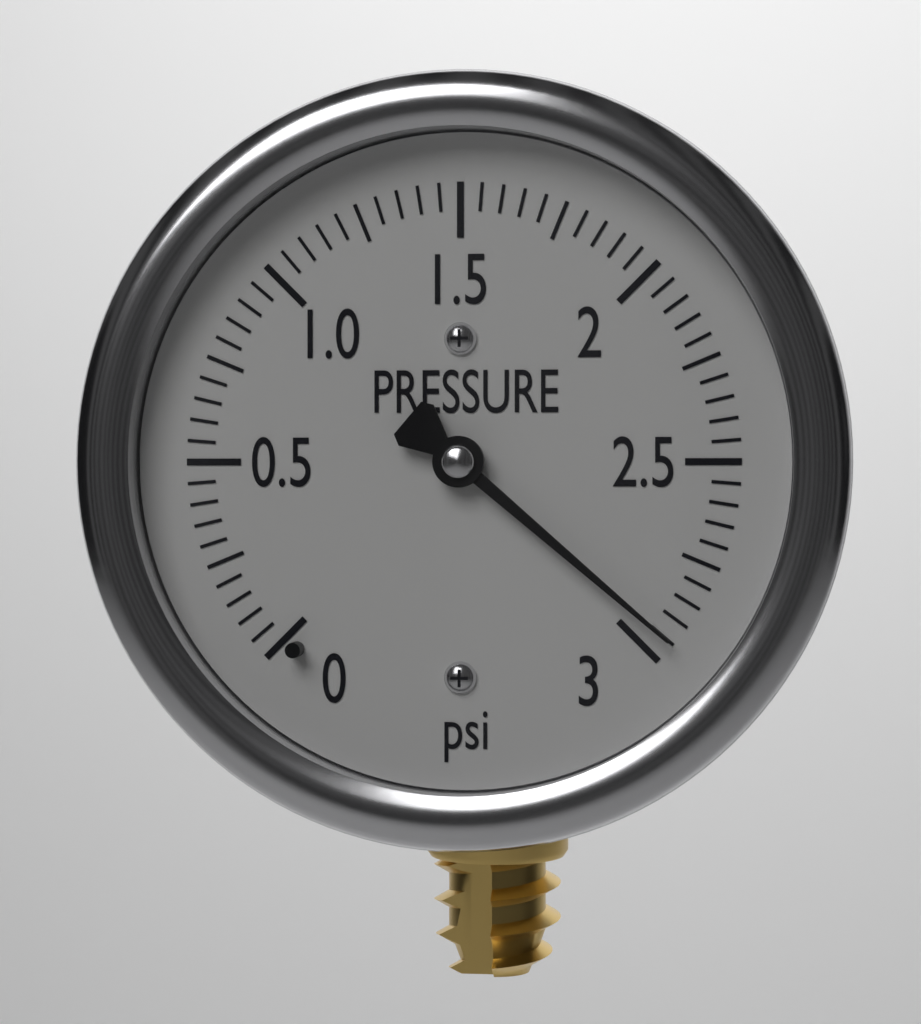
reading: 2.95 psi
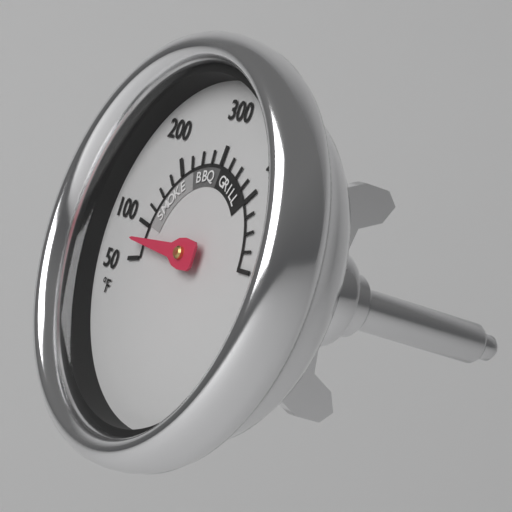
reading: 75 °F
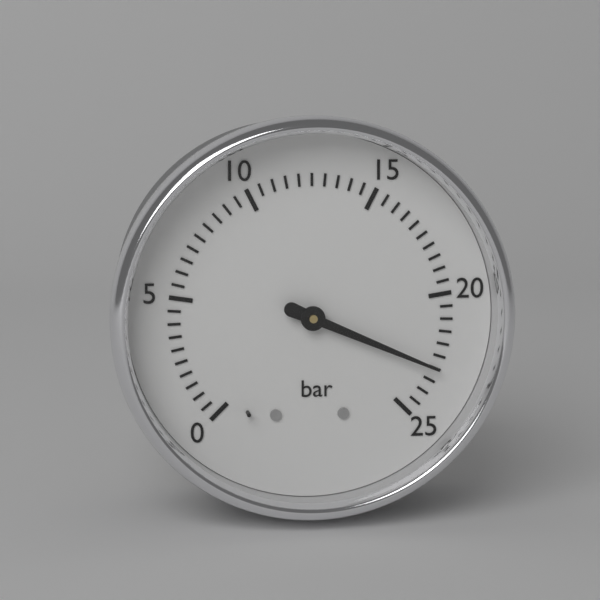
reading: 23.0 bar
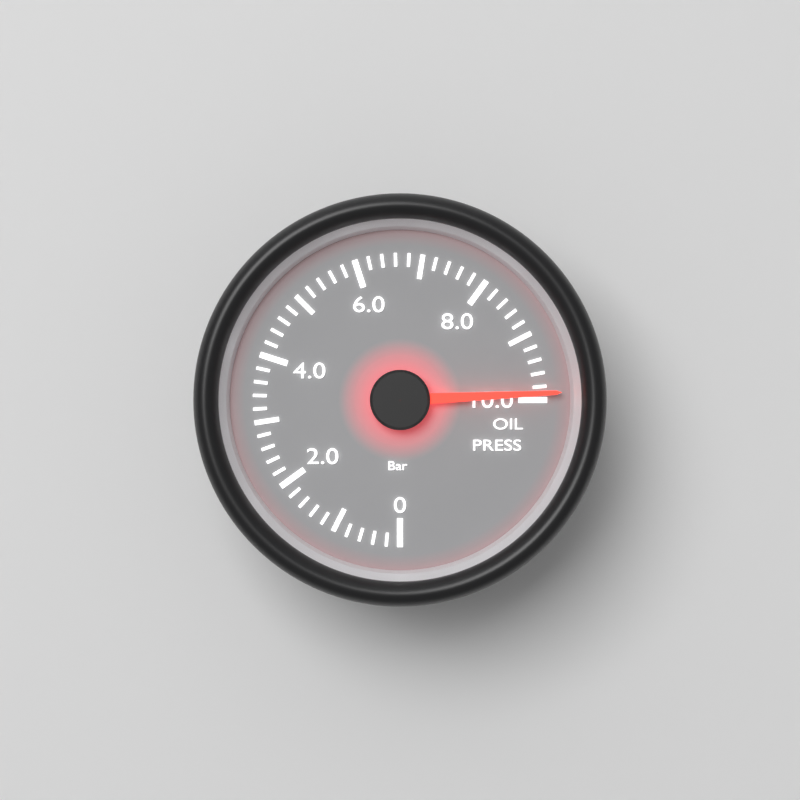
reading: 9.9 bar
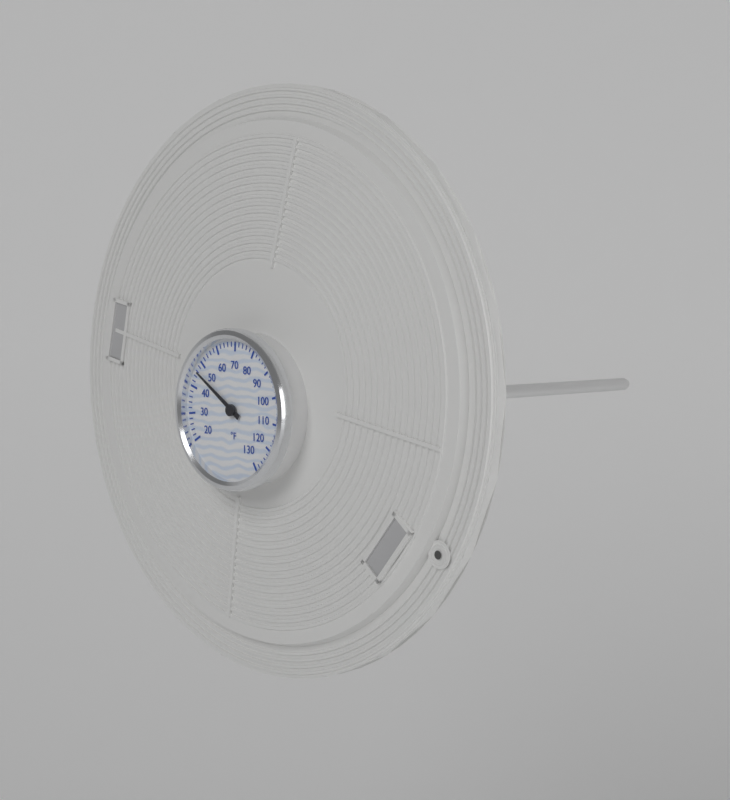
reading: 46 °F
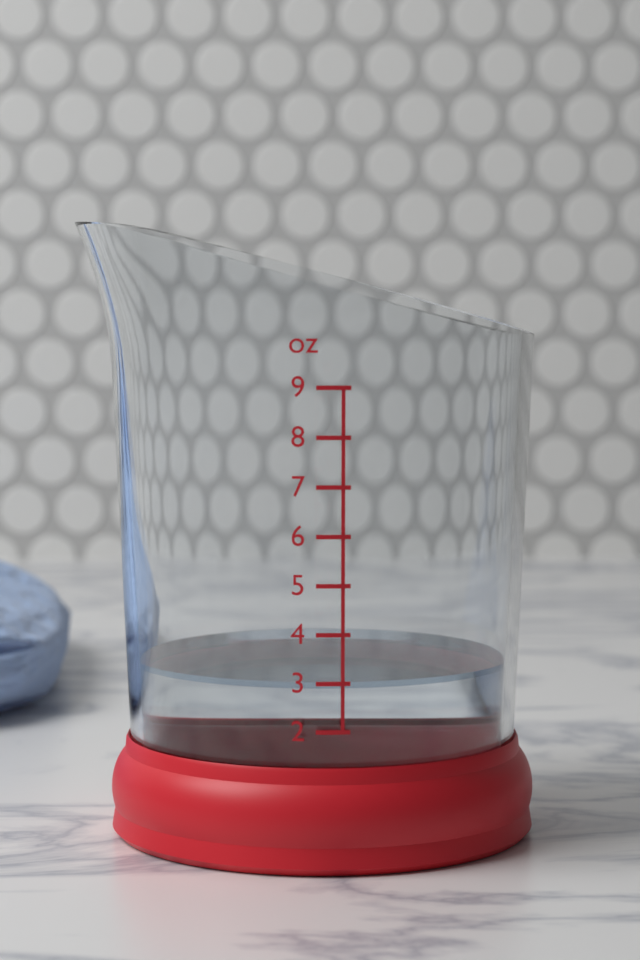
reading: 3 oz
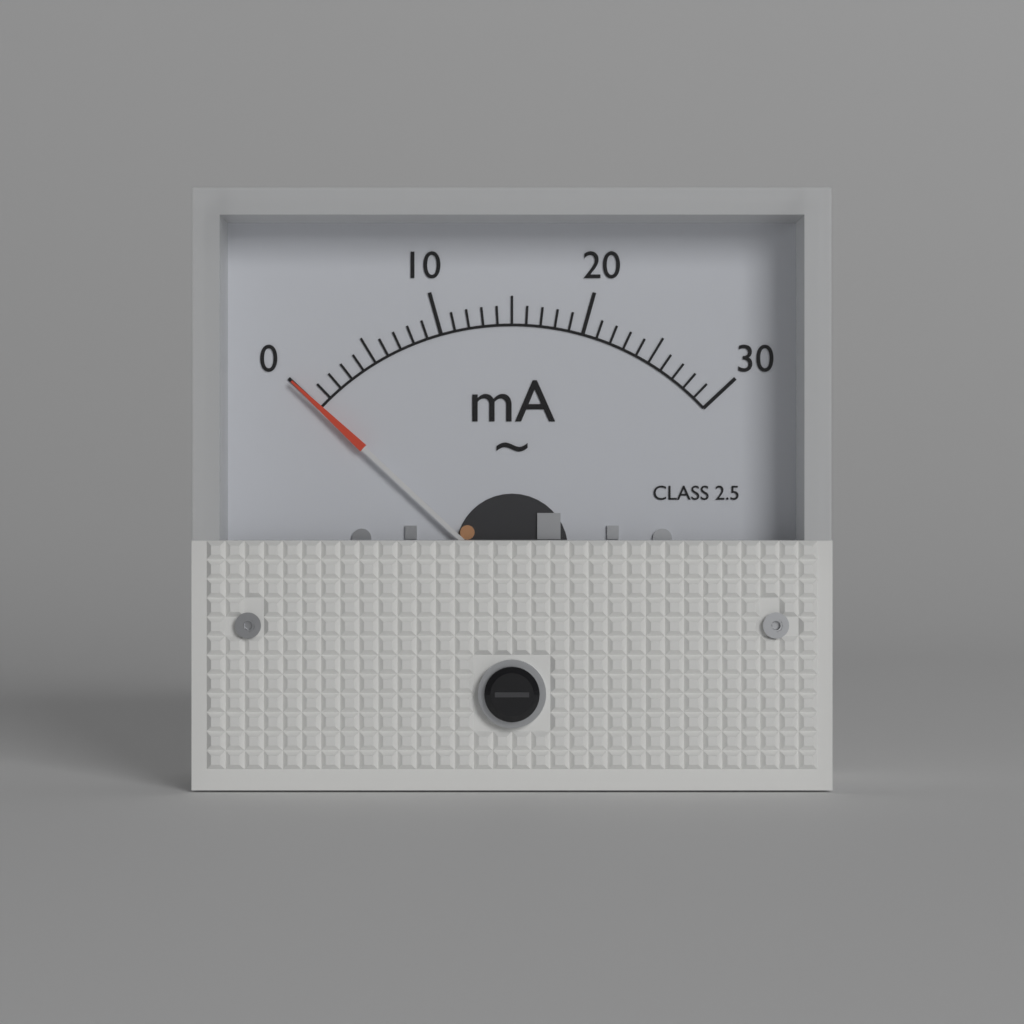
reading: 0 mA
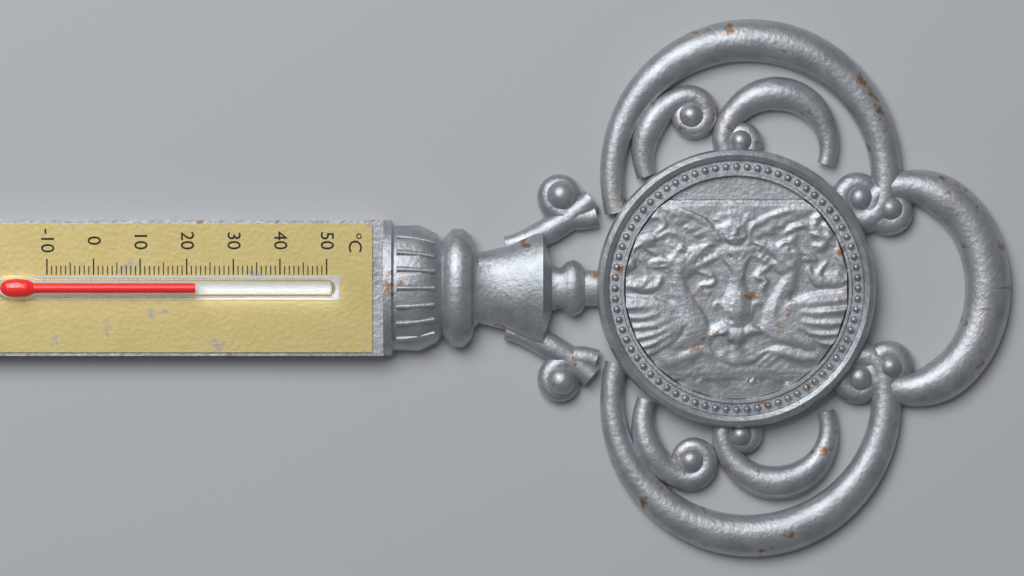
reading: 22 °C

================================

▸ Required work:
This calls for an exact copy of all the entries above, with the pictures omitted.

▸ Solution for this problem:
reading: 2.95 psi
reading: 75 °F
reading: 23.0 bar
reading: 9.9 bar
reading: 46 °F
reading: 3 oz
reading: 0 mA
reading: 22 °C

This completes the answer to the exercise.